Date Created:
Year Created: 1961
Description:
The 1961 landmark Supreme Court case, Mapp v. Ohio, established that the exclusionary rule applies to state courts, meaning that evidence obtained in violation of the Fourth Amendment (protection against unreasonable searches and seizures) cannot be used in state prosecutions. This decision extended the exclusionary rule, which had previously applied only to federal courts, to state courts through the Fourteenth Amendment's Due Process Clauses.
Question: Were the confiscated materials protected from seizure by the Fourth Amendment?
Categories of Documents:
In an opinion authored by Justice Tom C. Clark, the majority brushed aside First Amendment issues and declared that all evidence obtained by searches and seizures in violation of the Fourth Amendment is inadmissible in a state court. The decision launched the Court on a troubled course of determining how and when to apply the exclusionary rule.
Justices Black and Douglas concurred.
Justice Stewart concurred in the judgment but agreed fully with Part I of Justice Harlan's dissent and expressed no view as to the merits of the constitutional issue.
Justice Harlan, joined by Justices Frankfurter and Whittaker, wrote a dissenting opinion.
Source: Oyez
Citation: "Mapp v. Ohio." Oyez, www.oyez.org/cases/1960/236. Accessed [Feb 6, 2025].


» What you are asked to do
Return exactly the lines from the one containing "At what (x,y)" through the last line of the records below, both included, and leave out any pictures.

» Dataset records
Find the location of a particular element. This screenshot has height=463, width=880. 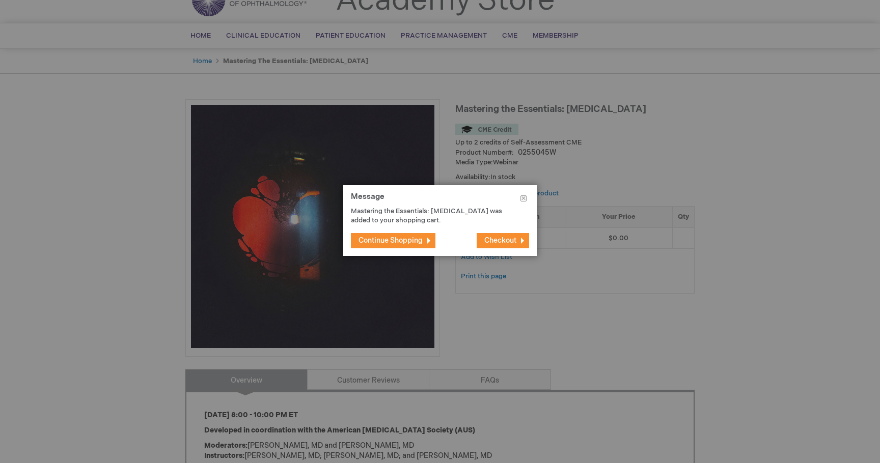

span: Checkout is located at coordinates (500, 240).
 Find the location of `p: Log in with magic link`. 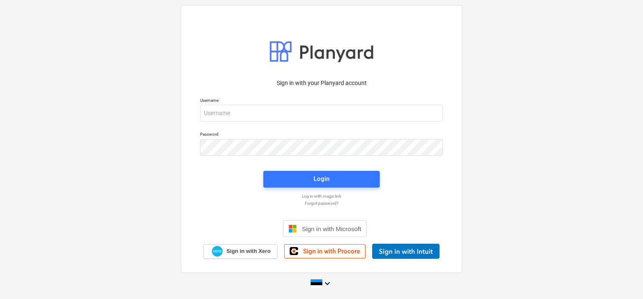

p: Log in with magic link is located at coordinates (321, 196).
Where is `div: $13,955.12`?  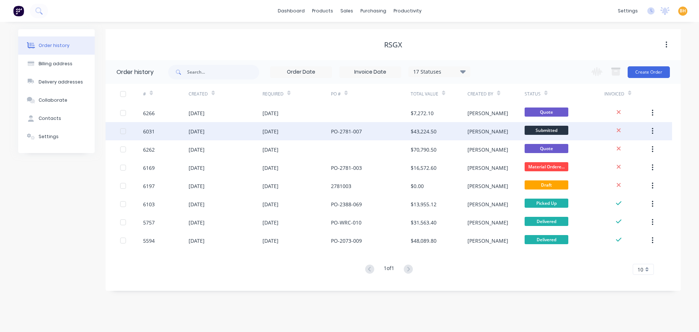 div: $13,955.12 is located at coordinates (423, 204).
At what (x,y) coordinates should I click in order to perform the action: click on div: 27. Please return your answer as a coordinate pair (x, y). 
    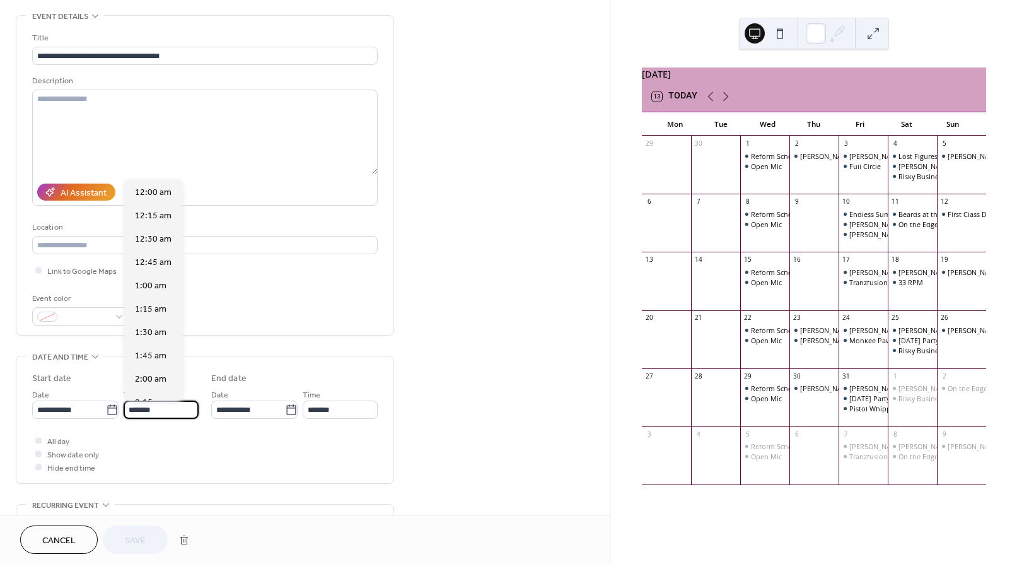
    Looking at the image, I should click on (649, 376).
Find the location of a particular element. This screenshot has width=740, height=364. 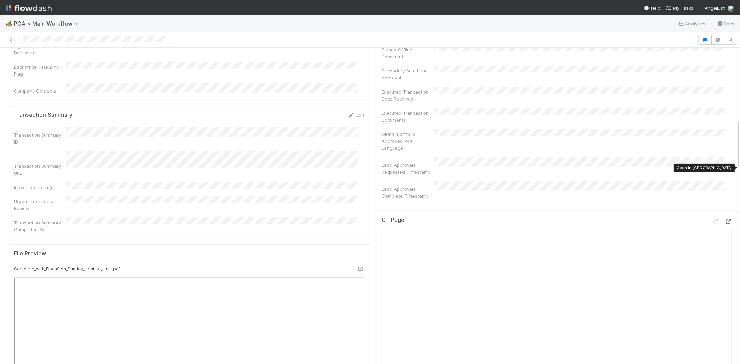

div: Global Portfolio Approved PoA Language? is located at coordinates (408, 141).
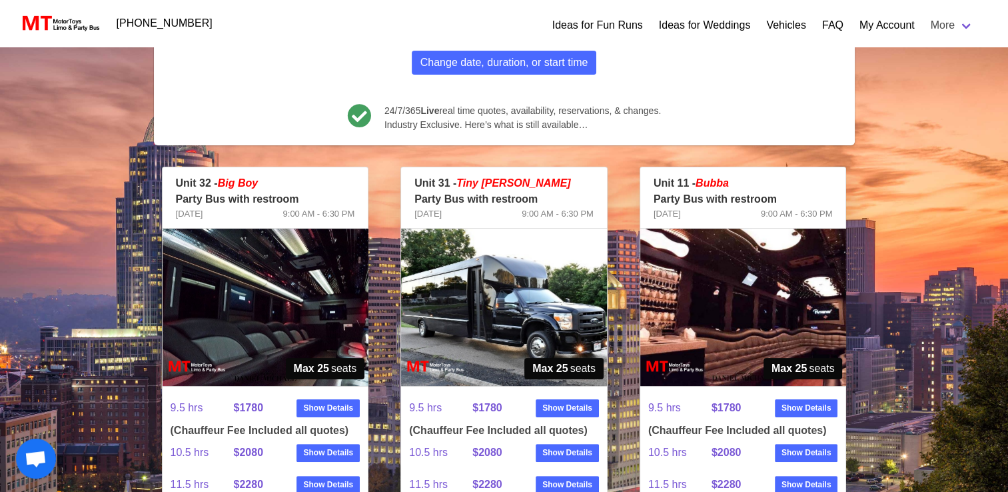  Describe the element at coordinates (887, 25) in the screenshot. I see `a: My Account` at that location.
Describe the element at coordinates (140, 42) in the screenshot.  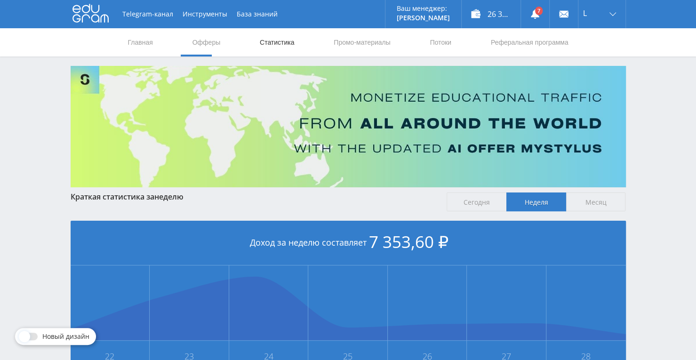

» Response to this task
At what (x,y) coordinates should I click in order to perform the action: click on div: 27. Please return your answer as a coordinate pair (x, y). 
    Looking at the image, I should click on (649, 376).
Find the location of a particular element. This screenshot has width=740, height=364. 

div: Global Portfolio Approved PoA Language? is located at coordinates (408, 141).
  Describe the element at coordinates (887, 25) in the screenshot. I see `a: My Account` at that location.
Describe the element at coordinates (140, 42) in the screenshot.  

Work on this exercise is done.